One reason potentially speaking against RUNTIME is that any attributes
of the annotation would be retained as well, e.g. Strings with a
description. So it'd consume a tiny bit of memory which is not needed
by the user application.
Btw. there is a related JEP (http://openjdk.java.net/jeps/277) whic
I don't have anything specific in mind. Just more of a general thought
process, since its the first annotation of this type I am adding.
On Fri, Jan 29, 2016 at 12:11 PM Sanne Grinovero
wrote:
> I would think that such a tool would work at compile time rather than
> reflectively at runtime, bu
I would think that such a tool would work at compile time rather than
reflectively at runtime, but one can't be sure of course so it depends
on what you have in mind.
I'd also say make @Incubating with CLASS retention, it's more than
what people had before.. you can always evolve it later if someo
I personally do not in terms of usage from ORM, nor in usage by ORM users
either. I do wonder about tooling though. Like would it be useful for a
tool to see an implementation of an @Incubating contract being used and
warn the user?
On Fri, Jan 29, 2016, 12:02 PM Gunnar Morling wrote:
> Do you
Do you see any use case for accessing it reflectively at runtime?
FWIW, OGM's @Experimental has CLASS retention, which I think is
"enough retention" for its purpose.
2016-01-29 18:50 GMT+01:00 Steve Ebersole :
> Per HHH-10487[1], I want to add an @Incubating annotation to mark APIs that
> are sti
Per HHH-10487[1], I want to add an @Incubating annotation to mark APIs that
are still incubating. Specifically, what do y'all think of
`java.lang.annotation.RetentionPolicy#CLASS` versus
`java.lang.annotation.RetentionPolicy#RUNTIME`?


■ WHAT IS EXPECTED ■
Reproduce each record exactly. The pictures should be skipped.

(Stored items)

----------------

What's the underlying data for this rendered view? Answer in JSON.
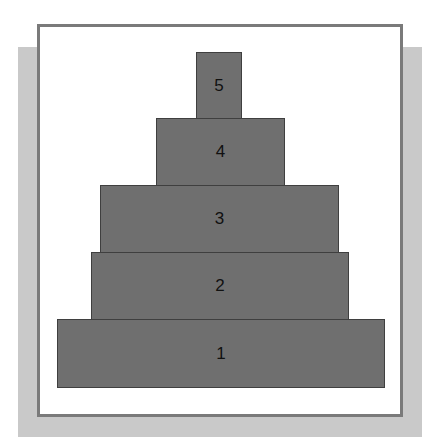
{
  "diagram": {
    "type": "stacked-pyramid",
    "colors": {
      "block_fill": "#6f6f6f",
      "block_border": "#3f3f3f",
      "frame_border": "#7a7a7a",
      "shadow": "#c9c9c9"
    },
    "levels": [
      {
        "label": "5",
        "x": 196,
        "y": 52,
        "w": 46,
        "h": 67
      },
      {
        "label": "4",
        "x": 156,
        "y": 118,
        "w": 129,
        "h": 68
      },
      {
        "label": "3",
        "x": 100,
        "y": 185,
        "w": 239,
        "h": 68
      },
      {
        "label": "2",
        "x": 91,
        "y": 252,
        "w": 258,
        "h": 68
      },
      {
        "label": "1",
        "x": 57,
        "y": 319,
        "w": 328,
        "h": 69
      }
    ]
  }
}
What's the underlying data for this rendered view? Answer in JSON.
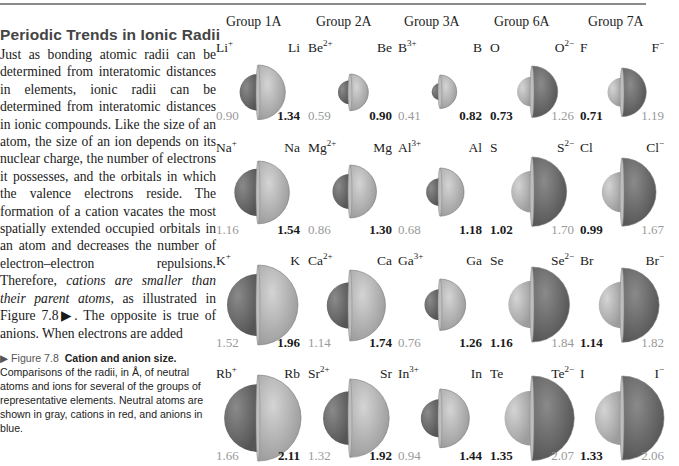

----------------

■ RESPONSE TO THE TASK ■
What's the underlying data for this rendered view? Answer in JSON.
{
  "diagram": {
    "type": "stacked-pyramid",
    "colors": {
      "block_fill": "#6f6f6f",
      "block_border": "#3f3f3f",
      "frame_border": "#7a7a7a",
      "shadow": "#c9c9c9"
    },
    "levels": [
      {
        "label": "5",
        "x": 196,
        "y": 52,
        "w": 46,
        "h": 67
      },
      {
        "label": "4",
        "x": 156,
        "y": 118,
        "w": 129,
        "h": 68
      },
      {
        "label": "3",
        "x": 100,
        "y": 185,
        "w": 239,
        "h": 68
      },
      {
        "label": "2",
        "x": 91,
        "y": 252,
        "w": 258,
        "h": 68
      },
      {
        "label": "1",
        "x": 57,
        "y": 319,
        "w": 328,
        "h": 69
      }
    ]
  }
}
What's the underlying data for this rendered view? Answer in JSON.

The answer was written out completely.